Re: What, exactly, is the narrative function of a subterranean setting?
Posted by:
Dale Nelson (IP Logged)
Date: 18 July, 2021 01:46PM
Well, these settings are alien to us surface-dwellers. We put our dead in the ground, in catacombs, etc.
Sometime take a look at Edmund Burke's treatise on the beautiful and the sublime. In literature and the arts, the beautiful is that which pleases us by its harmony, its shapeliness and soothing or arousing color, its good order and proportion, its never-failing capacity to delight, while the sublime is that which evokes a pleasing sense of awe or even terror, as when we stand at the edge of a great precipice looking down, or when we see and hear the storm-frenzied ocean, or contemplate depths of darkness or echoing emptiness.
In myth and legend, underworlds are places of the deprived dead, or places of the Underground Folk, and one may be (as the Scandinavians put it) bergtagen, taken into the mountain, there to consort with them.
Underground places may be refuges for us, but not desired residences.
So the underground realm is a place that is not suited to us and might be threatening to us, but choice or necessity might guide us there. The underworld is the place from which precious metals and gems are mined, so there's that attraction. Entrances to underworlds may, then, combine a degree of attraction with fear. That combination is often found in folklore, high fantasy pulp fiction, etc. A cave, etc. is a way into "another world" that doesn't require machinery or magic.
One may also pass through a tunnel of some kind in order to leave the familiar for something more wonderful -- see Rachel Maddux's "obscure work" The Green Kingdom -- a novel that, by the way, I warmly recommend as a work of the poetic consciousness. I think there are people here at ED who would really like it.
One of the best underground journeys is in Alan Garner's "children's book" The Weirdstone of Brisingamen. Has anyone here missed it?
Edited 1 time(s). Last edit at 18 Jul 21 | 01:51PM by Dale Nelson.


▸ EXERCISE REQUIREMENTS:
Every record below must come back exactly as written, with the images dropped.

▸ ENTRIES PROVIDED:

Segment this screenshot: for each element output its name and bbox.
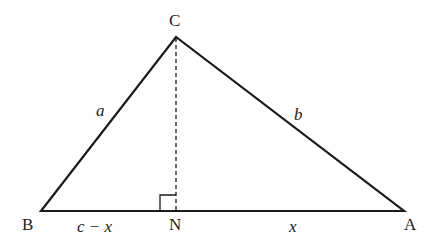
segment-na-label: x [289,218,297,235]
triangle-diagram: C B A N a b c − x x [0,0,445,249]
vertex-c-label: C [169,12,180,29]
segment-bn-label: c − x [77,218,112,235]
triangle-abc [41,37,404,211]
side-a-label: a [96,102,105,119]
vertex-a-label: A [404,216,416,233]
right-angle-marker [160,195,176,211]
side-b-label: b [294,106,303,123]
point-n-label: N [169,216,181,233]
vertex-b-label: B [22,216,33,233]
triangle-figure [0,0,445,249]
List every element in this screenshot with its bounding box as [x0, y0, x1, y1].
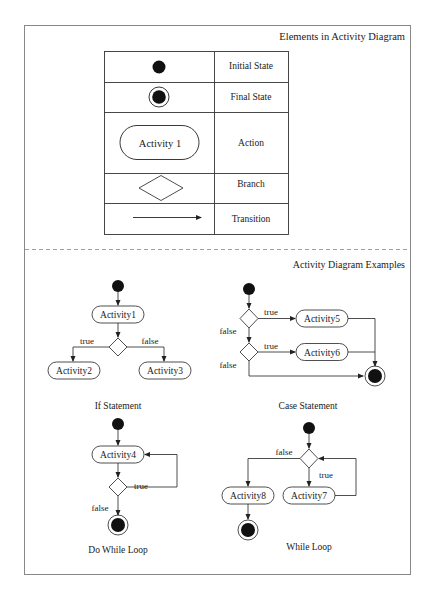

▸ RESULT BELOW:
Segment this screenshot: for each element output its name and bbox.
segment-na-label: x [289,218,297,235]
triangle-diagram: C B A N a b c − x x [0,0,445,249]
vertex-c-label: C [169,12,180,29]
segment-bn-label: c − x [77,218,112,235]
triangle-abc [41,37,404,211]
side-a-label: a [96,102,105,119]
vertex-a-label: A [404,216,416,233]
right-angle-marker [160,195,176,211]
side-b-label: b [294,106,303,123]
point-n-label: N [169,216,181,233]
vertex-b-label: B [22,216,33,233]
triangle-figure [0,0,445,249]
List every element in this screenshot with its bounding box as [x0, y0, x1, y1].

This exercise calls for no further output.